**DATASET:**
>>

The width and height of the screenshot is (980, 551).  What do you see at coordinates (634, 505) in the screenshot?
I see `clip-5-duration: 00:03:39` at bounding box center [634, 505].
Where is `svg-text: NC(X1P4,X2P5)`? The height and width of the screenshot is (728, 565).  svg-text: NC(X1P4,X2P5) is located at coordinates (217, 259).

<<
>>

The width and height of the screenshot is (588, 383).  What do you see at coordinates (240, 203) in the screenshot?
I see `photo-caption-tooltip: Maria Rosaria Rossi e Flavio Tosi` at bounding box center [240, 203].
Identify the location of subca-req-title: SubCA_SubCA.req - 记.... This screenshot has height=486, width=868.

<<
>>

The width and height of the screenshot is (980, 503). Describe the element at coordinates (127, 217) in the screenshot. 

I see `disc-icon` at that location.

<<

Copy out each line of the data above, exactly, if it lies between the line holding "The width and height of the screenshot is (588, 383)." and the line holding "Identify the location", inclusive; copy no other line.

**COMPLETED EXERCISE:**
The width and height of the screenshot is (588, 383).  What do you see at coordinates (240, 203) in the screenshot?
I see `photo-caption-tooltip: Maria Rosaria Rossi e Flavio Tosi` at bounding box center [240, 203].
Identify the location of subca-req-title: SubCA_SubCA.req - 记.... This screenshot has height=486, width=868.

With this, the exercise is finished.